When it comes to early American history, very rarely does it get better than Laurel Thatcher Ulrich. A short list of her credentials says it all: MacArthur Fellow, director of Harvard’s Charles Warren Center for Studies in American History, James Duncan Professor of Early American History, recent Harvard College Professor designate. Being a hell of a writer doesn’t hurt, either.
Ulrich’s books, including Good Wives: Image and Reality in the Lives of Women in Northern New England, 1650-1750 and A Midwife’s Tale: The Life of Martha Ballard, Based on Her Diary, 1785-1812, have set a standard of readability as well as scholarship. A Midwife’s Tale earned a Pulitzer Prize in history and was crafted into a documentary. With The Age of Homsepun: Objects and Stories in the Creation of an American Myth, Ulrich is back with another study of life in colonial New England that is destined to become a classic as well.
In The Age of Homespun, Ulrich studies what 11 objects from colonial everyday life have to say not only about their owners but also about the development of an American icon—the home-based rural economy in which virtuous women spun clothes and household linens while virtuous men tilled the soil. Each object—from an Indian basket dating from 1676 to an unfinished stocking of 1837—was specially chosen for its particular ability to flesh out the romanticized notion of “the age of homespun” that Horace Bushnell coined during the centennial celebration of Litchfield, Conn. in August, 1841.
“I looked at hundreds of objects in the course of my research for the book,” Ulrich said in an e-mail. “The ones I chose all raised larger questions central to my project—usually questions about boundaries, boundaries between Indians and colonists, rural and urban, plain work and fancy work, or commercial and homemade.”
Ulrich’s gifts as a writer become evident as she delves into the shapes, textures and stories of her 11 objects. Her clean, crisp prose and scholarly bent do not obscure, but rather enhance her delight in her subjects. We delight as well. Part history lesson, part jigsaw puzzle, The Age of Homespun spins yarns about colonial life and the people who lived it from the most ordinary of jumping-off points. For example, the Indian basket demonstrates new contact between English settlers and Algonkians in what is now Providence, R.I. and the subsequent blending of the cultures’ fabrics. Hannah Barnard’s cupboard and Betty Foot’s bed rug indicate the importance that was placed on maintaining gentility even on the new American frontier.
These homespun pieces are not just nostalgic reminders of a simpler time, long replaced by factories and Gap.com; they have a lot more to say about where we have been. Women occupy a special place in Ulrich’s research; they often appear as both the creators and preservers of these everyday objects. Their place at the foundation of the home-based economy indicates that even though “women’s liberation” as we understand it is an innovation of the twentieth century, colonial women, too, found ways to assert themselves.
“The ability to create fabrics gave some women an outlet for artistic sensibilities or a space on which to inscribe ownership of moveable property,” wrote Ulrich in the e-mail.
For most of us, home-production of clothing and linens has gone the way of the Dodo. It makes one wonder whether this machine era will leave a similarly rich legacy for the Laurel Thatcher Ulriches of the twenty-fourth century.
For her part, Ulrich is hopeful. “Material things will still be important, which is why curators at places like the Smithsonian are busy collecting contemporary objects. I recently saw in storage there a set of pacemakers in various sizes showing the evolution of that technology—and similar collections of birth-control pills, tampons, and soap!,” she wrote.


- **Assignment**:
Work through the data line by line, gathering every line that has the word "will".

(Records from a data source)
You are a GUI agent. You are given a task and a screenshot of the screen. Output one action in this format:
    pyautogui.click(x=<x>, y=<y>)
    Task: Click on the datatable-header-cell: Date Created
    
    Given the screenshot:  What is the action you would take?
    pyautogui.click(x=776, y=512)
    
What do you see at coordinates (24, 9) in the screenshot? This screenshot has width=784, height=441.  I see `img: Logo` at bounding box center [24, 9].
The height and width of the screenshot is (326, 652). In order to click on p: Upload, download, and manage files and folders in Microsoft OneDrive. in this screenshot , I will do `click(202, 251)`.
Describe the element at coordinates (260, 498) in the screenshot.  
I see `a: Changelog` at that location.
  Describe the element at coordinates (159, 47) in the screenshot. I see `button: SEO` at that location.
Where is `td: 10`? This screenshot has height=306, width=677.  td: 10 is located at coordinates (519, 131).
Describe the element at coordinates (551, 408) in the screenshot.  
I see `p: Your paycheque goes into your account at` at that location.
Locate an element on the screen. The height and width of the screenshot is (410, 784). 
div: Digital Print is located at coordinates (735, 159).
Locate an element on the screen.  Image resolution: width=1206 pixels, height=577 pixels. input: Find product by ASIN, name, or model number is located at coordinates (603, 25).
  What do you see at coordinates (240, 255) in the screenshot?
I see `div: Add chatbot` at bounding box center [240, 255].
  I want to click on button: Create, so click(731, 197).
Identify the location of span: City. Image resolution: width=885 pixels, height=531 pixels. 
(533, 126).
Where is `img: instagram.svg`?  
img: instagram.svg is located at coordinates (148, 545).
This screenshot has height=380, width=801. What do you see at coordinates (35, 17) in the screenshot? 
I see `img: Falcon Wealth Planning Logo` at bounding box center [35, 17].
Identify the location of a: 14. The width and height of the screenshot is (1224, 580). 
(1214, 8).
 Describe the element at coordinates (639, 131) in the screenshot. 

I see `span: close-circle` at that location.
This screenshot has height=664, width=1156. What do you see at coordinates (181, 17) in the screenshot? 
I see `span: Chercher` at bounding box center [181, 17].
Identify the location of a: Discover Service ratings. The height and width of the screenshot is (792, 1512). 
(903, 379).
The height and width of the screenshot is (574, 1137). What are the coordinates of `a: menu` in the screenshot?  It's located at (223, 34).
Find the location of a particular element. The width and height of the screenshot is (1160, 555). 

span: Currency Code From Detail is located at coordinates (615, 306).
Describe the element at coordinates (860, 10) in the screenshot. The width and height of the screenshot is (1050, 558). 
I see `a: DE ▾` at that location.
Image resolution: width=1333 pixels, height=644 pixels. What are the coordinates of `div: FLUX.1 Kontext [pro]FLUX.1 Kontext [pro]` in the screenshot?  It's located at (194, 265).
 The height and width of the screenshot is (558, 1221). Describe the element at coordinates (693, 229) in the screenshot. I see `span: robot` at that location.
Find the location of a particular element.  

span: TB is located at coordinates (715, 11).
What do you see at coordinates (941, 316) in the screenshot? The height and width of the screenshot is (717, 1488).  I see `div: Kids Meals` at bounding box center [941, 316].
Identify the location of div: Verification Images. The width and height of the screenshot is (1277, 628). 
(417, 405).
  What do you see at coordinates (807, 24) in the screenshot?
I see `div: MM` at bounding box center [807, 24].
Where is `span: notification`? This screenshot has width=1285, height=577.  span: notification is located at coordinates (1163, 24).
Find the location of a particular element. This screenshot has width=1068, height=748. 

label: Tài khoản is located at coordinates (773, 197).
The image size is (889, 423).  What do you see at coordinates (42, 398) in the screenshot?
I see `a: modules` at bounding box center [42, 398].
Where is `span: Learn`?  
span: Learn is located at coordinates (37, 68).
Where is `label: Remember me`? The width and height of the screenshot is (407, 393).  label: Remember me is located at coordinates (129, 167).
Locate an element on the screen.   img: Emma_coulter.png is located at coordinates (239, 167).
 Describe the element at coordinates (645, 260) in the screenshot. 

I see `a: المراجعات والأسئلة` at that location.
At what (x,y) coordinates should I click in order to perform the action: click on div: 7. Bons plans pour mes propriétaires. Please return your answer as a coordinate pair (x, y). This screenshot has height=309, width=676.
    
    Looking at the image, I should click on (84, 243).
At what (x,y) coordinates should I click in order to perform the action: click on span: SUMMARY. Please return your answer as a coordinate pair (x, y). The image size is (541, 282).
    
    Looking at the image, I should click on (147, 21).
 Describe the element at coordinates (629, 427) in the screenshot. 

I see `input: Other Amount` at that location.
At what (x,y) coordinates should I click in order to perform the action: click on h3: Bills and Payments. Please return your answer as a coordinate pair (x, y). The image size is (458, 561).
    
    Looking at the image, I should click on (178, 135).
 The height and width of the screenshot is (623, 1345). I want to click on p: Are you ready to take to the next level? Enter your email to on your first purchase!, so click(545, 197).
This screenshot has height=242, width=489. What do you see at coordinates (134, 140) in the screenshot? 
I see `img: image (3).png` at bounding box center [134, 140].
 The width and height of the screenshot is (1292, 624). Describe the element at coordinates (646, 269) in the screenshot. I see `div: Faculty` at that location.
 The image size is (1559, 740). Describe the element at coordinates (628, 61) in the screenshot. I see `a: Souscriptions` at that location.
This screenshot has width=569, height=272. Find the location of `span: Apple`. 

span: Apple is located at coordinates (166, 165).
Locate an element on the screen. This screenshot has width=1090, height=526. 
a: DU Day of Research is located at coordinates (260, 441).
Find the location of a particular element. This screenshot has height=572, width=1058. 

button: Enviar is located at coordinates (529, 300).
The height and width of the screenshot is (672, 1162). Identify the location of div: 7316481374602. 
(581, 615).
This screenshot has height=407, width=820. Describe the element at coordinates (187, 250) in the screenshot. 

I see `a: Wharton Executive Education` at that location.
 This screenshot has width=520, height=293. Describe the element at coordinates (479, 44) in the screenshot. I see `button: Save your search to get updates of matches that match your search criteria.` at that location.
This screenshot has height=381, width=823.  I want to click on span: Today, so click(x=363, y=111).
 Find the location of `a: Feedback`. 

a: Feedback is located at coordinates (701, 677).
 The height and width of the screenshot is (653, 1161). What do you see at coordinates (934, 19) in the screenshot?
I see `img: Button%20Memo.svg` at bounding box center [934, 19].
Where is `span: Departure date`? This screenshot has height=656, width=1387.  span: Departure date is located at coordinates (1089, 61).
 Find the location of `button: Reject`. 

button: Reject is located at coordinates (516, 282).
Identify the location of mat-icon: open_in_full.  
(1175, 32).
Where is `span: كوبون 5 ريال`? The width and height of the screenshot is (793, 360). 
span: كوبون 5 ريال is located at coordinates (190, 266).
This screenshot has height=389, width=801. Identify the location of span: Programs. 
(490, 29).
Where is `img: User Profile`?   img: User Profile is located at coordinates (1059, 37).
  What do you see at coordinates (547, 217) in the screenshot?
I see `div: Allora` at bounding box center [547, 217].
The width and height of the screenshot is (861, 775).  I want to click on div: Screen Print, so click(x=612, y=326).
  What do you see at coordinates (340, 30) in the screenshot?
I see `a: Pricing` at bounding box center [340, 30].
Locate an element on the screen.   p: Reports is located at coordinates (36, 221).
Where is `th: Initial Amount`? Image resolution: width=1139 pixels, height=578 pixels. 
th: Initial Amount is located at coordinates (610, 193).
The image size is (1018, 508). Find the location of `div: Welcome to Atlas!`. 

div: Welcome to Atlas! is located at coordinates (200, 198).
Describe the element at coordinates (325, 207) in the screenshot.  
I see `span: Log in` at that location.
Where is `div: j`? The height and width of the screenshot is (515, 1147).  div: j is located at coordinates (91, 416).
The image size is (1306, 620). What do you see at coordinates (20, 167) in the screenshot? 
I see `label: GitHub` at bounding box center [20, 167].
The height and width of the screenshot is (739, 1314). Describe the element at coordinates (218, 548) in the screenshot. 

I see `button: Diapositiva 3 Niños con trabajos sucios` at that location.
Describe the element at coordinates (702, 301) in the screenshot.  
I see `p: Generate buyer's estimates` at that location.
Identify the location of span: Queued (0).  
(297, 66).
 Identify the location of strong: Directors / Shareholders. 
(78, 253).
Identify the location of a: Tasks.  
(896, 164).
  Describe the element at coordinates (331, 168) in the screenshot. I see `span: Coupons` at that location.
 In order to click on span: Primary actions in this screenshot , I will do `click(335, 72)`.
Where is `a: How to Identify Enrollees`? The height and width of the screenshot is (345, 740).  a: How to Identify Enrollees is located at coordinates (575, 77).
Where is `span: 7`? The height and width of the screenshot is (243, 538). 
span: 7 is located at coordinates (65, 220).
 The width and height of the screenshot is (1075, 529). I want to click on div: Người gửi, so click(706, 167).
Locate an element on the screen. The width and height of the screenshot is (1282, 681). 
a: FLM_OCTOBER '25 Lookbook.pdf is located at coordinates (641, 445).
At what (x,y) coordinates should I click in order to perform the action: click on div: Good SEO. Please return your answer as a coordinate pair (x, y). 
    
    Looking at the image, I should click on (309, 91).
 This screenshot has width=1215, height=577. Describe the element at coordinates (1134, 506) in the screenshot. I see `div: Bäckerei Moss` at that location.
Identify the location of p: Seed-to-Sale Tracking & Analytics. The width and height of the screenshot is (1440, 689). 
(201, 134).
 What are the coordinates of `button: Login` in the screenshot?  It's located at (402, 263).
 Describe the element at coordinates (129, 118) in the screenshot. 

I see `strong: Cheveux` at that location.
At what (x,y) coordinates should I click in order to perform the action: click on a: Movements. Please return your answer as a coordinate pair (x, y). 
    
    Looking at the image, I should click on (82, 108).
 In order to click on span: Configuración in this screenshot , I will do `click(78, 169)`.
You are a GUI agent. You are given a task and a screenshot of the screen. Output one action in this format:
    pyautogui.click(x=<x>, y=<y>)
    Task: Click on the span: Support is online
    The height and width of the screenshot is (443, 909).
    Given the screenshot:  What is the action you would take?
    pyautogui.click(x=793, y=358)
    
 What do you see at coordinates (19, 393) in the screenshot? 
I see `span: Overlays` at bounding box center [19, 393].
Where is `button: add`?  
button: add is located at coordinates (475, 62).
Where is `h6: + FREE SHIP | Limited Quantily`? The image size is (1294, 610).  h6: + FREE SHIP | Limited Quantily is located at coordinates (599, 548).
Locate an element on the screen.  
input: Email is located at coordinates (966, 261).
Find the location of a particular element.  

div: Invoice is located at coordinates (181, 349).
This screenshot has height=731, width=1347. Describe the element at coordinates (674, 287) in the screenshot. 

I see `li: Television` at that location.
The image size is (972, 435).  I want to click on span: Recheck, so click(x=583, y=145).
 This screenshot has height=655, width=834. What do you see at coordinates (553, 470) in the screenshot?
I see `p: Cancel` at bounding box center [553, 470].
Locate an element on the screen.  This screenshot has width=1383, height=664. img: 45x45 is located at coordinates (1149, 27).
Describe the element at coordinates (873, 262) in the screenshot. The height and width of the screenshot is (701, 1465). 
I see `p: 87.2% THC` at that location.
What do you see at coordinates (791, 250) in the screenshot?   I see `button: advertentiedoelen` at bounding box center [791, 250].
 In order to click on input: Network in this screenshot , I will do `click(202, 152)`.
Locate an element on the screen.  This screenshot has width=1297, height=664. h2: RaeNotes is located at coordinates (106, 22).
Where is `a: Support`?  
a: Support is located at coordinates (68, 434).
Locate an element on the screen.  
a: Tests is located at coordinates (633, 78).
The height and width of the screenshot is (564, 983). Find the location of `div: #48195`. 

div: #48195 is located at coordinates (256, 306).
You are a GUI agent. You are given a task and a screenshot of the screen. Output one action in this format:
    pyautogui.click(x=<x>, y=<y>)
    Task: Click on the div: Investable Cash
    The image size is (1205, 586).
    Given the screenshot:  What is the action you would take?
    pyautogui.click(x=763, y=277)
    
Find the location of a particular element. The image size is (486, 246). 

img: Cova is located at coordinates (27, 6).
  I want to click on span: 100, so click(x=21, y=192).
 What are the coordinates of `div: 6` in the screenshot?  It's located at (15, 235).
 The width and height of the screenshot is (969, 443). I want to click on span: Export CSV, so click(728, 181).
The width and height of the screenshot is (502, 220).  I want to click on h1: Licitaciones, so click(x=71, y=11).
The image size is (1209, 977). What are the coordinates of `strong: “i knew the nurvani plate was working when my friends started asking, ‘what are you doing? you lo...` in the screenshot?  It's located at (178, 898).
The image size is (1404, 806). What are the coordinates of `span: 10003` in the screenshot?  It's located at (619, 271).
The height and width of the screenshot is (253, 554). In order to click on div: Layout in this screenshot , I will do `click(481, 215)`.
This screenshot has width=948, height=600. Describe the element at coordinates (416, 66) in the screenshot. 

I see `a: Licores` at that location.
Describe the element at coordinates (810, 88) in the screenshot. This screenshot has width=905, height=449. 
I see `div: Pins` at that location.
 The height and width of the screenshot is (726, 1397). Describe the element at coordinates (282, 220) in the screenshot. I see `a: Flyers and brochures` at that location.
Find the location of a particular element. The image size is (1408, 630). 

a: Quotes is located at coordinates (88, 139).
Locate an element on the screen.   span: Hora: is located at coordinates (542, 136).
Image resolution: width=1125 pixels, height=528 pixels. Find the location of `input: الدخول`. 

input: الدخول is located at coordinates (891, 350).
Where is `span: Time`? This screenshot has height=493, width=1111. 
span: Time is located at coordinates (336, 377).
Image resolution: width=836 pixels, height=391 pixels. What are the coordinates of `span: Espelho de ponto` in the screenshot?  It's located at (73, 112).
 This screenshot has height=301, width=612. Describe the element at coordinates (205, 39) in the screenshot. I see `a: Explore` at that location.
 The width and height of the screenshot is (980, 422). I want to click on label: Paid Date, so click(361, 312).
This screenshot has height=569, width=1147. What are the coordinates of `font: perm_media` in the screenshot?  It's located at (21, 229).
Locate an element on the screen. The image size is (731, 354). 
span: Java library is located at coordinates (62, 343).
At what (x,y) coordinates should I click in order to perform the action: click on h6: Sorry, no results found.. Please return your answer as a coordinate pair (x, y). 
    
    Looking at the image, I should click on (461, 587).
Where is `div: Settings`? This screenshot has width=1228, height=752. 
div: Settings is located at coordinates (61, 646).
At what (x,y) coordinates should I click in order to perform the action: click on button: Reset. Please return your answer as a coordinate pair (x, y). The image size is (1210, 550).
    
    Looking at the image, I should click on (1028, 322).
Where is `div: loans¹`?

- **Result**:
The height and width of the screenshot is (326, 652). In order to click on p: Upload, download, and manage files and folders in Microsoft OneDrive. in this screenshot , I will do `click(202, 251)`.
 In order to click on span: Primary actions in this screenshot , I will do `click(335, 72)`.
 In order to click on span: Configuración in this screenshot , I will do `click(78, 169)`.
 In order to click on input: Network in this screenshot , I will do `click(202, 152)`.
The height and width of the screenshot is (253, 554). In order to click on div: Layout in this screenshot , I will do `click(481, 215)`.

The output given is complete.